On Sat, Mar 19, 2011 at 01:01, Pete Zaitcev <zaitcev at redhat.com>
wrote:> Dear All:
>
> I am having trouble trying to dual-boot VMware and Linux, and I tried
I'm assuming either VMware ESX or VMware ESXi Installable, correct?
ESXi is also known as the vSphere Hypervisor.
> everything I could come up with.
>
> The situation is that /dev/sda is fully used by VMware and /dev/sdb
Normal installs will do this.
> is used by Linux. VMware uses Syslinux, so I thought this would be
Last I checked, they used Syslinux 3.63. Was chain.c32 already in the
FAT file system? Where did you get it from?

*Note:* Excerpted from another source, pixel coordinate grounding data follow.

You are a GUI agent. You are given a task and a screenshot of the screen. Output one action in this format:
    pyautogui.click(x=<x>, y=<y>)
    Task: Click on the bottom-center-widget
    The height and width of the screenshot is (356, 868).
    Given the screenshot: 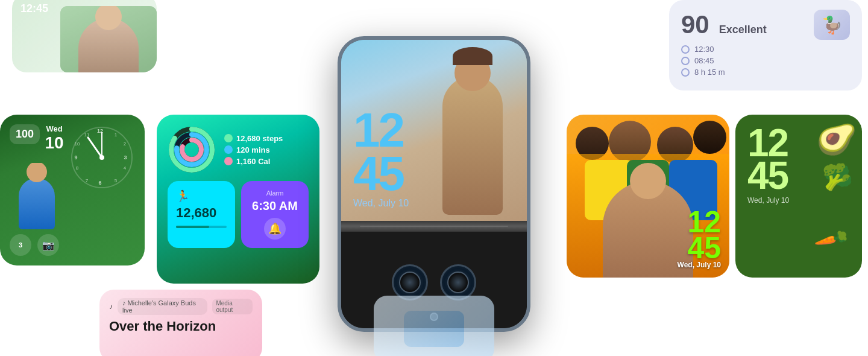 What is the action you would take?
    pyautogui.click(x=434, y=326)
    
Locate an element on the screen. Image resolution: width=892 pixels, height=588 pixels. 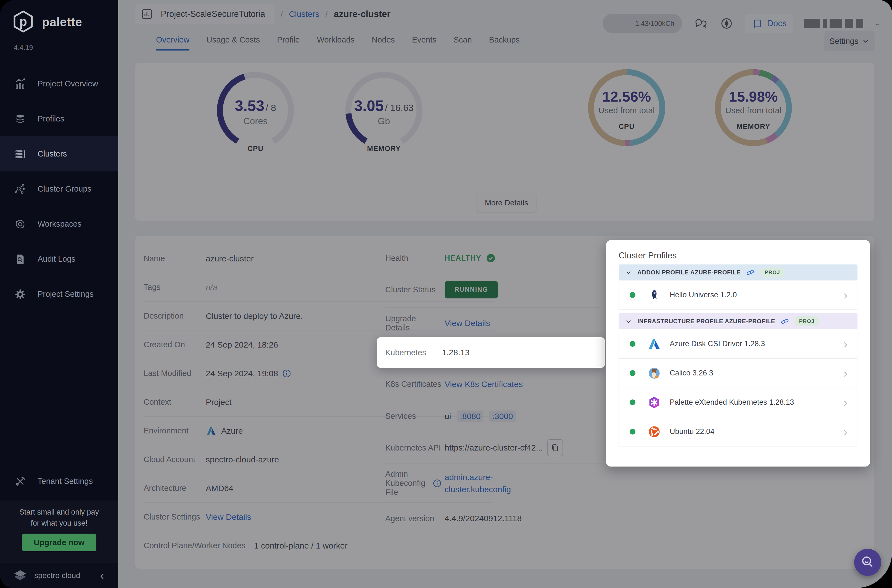
bar-chart-icon is located at coordinates (20, 84).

> simple... However, it is not. The bootable FAT partition is too smal
> to have kernels in it. As a fallback I tried to chain-load GRUB,
> but that did not work.
>
> Here's the syslinux.cfg:
>
> DEFAULT linux
>
> PROMPT 1
> TIMEOUT 50
>
> LABEL linux
> ?COM32 chain.c32
> ?APPEND hd1
This will depend on a properly configured MBR at that drive.
> LABEL grub
> ?COM32 chain.c32
> ?APPEND hd1 1 grub=/grub/stage2 grubcfg=/grub/grub.conf
>
> LABEL grub2
> ?COM32 chain.c32
> ?APPEND fs grub=stage2.dat grubcfg=menu.lst
>
> LABEL grub3
> ?COM32 chain.c32
> ?APPEND hd0 4 grub=stage2.dat grubcfg=menu.lst
>
> LABEL vmware
> ?COM32 safeboot.c32
>
> None of the above works except the VMware. Chainloading hd1
("linux")
> ends with no new messages, nothing happening. System is not locked up
> though, ctlr-alt-del reboots it. Same happens with label "grub".
> Labels "grub2" and "grub3" complain of partition not
found.
>
> Does anyone have any suggestions?
>
> Thank you,
> -- Pete
Newer versions of SYSLINUX also understand the LOCALBOOT directive but
I'd have to check what version it was introduced in.